What Would Be The Benefit Of All The Runaround?

It could avoid the special treatment of ~true~ and ~false~ isotopes somewhat, in that they wouldn't be themselves truthy or falsey.

You get safety to protect you against forgetting to use TRUE? and FALSE? on your "logic" variables. (Imagine if you just used the words TRUE and FALSE to represent logic, but then forgot to use the helpers... you'd run into if false-var [print "This would run"] situations constantly.

On the surface it feels like it might abstract truthiness and falseyness in such a way that your conditional wrappers could make 0 seem like it was falsey if you wanted to. But you could only make an object that was conditionally false that resolved to 0 when it wasn't asked about its conditionality. That wouldn't work so long as IF is going to be seeing all non-null non-isotope values as truthy if they're not wrapped...and it would be truthy after the reification (with no protection as offered by isotopic true and false).

Well, It Was Worth a Try To Talk About

All told, it seems simpler to just let a ~true~ isotope be truthy, ~false~ be falsey, all other word isotopes be neither conditional true nor false. And then make isotopic words an unusually friendly sort of isotope.

>> 1 < 2
== ~true~  ; isotope

>> var: 1 < 2
== ~true~  ; isotope

>> if var [print "Maybe a little quirky, but comprehensible."]
Maybe a little quirky, but comprehensible.

This lets people use logic variables the way they are used to... with a reasonably readable representation. You're only forced into trouble spots when you probably should be applying extra thought--like when you want to put a true/false state into a block.

So I am pretty gung ho on this. It has the feeling of a right answer. As I've said, it was always really depressing to start reading the boot from the top and have a big essay on "we have no idea what logic literals are"... and now not only do we know, but there's a whole deep philosophy on the reified realm being truthy vs. the isotopic realm having some falsey things. It's high-leverage, high-IQ stuff. :brain:

The question of just how friendly to make these isotopes runs up against some issues.

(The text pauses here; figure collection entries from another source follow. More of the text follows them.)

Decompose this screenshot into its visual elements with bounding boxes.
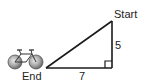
hypotenuse (46, 21, 112, 68)
triangle-diagram: Start 5 7 End (0, 0, 145, 84)
horizontal-leg-label: 7 (79, 70, 85, 82)
vertical-leg-label: 5 (115, 39, 121, 51)
right-angle-marker (105, 61, 112, 68)
start-label: Start (114, 8, 137, 20)
bicycle-icon (8, 50, 43, 69)
end-label: End (22, 70, 42, 82)
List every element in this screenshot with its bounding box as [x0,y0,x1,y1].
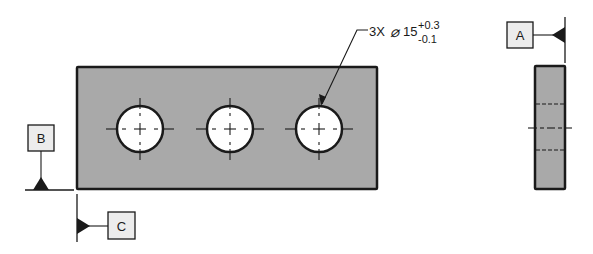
callout-upper-tolerance: +0.3 [418,19,440,31]
datum-b: B [25,125,74,190]
callout-lower-tolerance: -0.1 [418,33,437,45]
hole-callout: 3X ⌀ 15 +0.3 -0.1 [369,19,440,45]
datum-triangle-icon [552,27,565,43]
svg-text:⌀: ⌀ [390,23,401,40]
datum-triangle-icon [33,177,49,190]
svg-text:15: 15 [403,24,417,39]
callout-count: 3X [369,24,385,39]
engineering-drawing: 3X ⌀ 15 +0.3 -0.1 [0,0,593,254]
front-view: 3X ⌀ 15 +0.3 -0.1 [77,19,440,189]
datum-triangle-icon [77,218,90,234]
svg-text:+0.3: +0.3 [418,19,440,31]
side-view [528,66,572,189]
datum-c: C [77,194,135,242]
datum-a-label: A [516,28,525,43]
svg-text:3X: 3X [369,24,385,39]
datum-a: A [507,17,565,63]
datum-c-label: C [117,219,126,234]
datum-b-label: B [37,131,46,146]
diameter-symbol-icon: ⌀ [390,23,401,40]
callout-nominal: 15 [403,24,417,39]
svg-text:-0.1: -0.1 [418,33,437,45]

For instance, what about MOLDing? In the bootstrap, we have for instance a debug flag which can be set to things like on or normal or symbols etc., but when it's set to ON in the default config it actually becomes a ~true~ isotope.

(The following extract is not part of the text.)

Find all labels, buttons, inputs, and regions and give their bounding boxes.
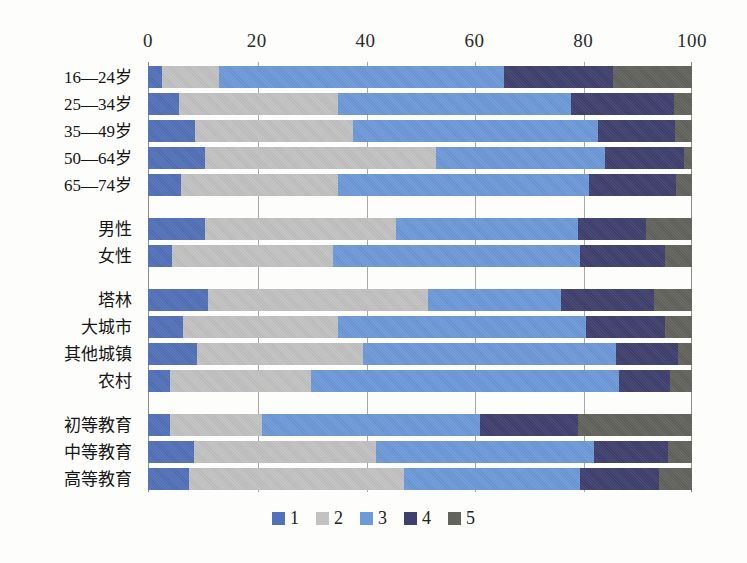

So that now causes an error, since MOLD refuses to turn an isotope into a word:

print ["debug:" mold app-config/debug]

Historical Redbol is willing to wordify the logic:

red>> mold on
== "true"

I think this intermixing of words with logic is flawed, and I actually like how it gets caught here. The code which is assigning debug: on in the configuration is better as debug: 'normal.

For other cases, we've got REIFY if you are okay with ~true~ and ~false~... and it passes through non-isotopic things as-is:

>> reify "hello"
== "hello"

>> reify true
== ~true~

If you want a word from something you know is a logic, there's LOGIC-TO-WORD

>> logic-to-word true
== 'true

Overall there are a lot of issues like this, but I think that we want to keep MOLD and PRINT unwilling to do isotopes. It's a little bit of a speedbump, but helps you get involved to make sure the right thing happens.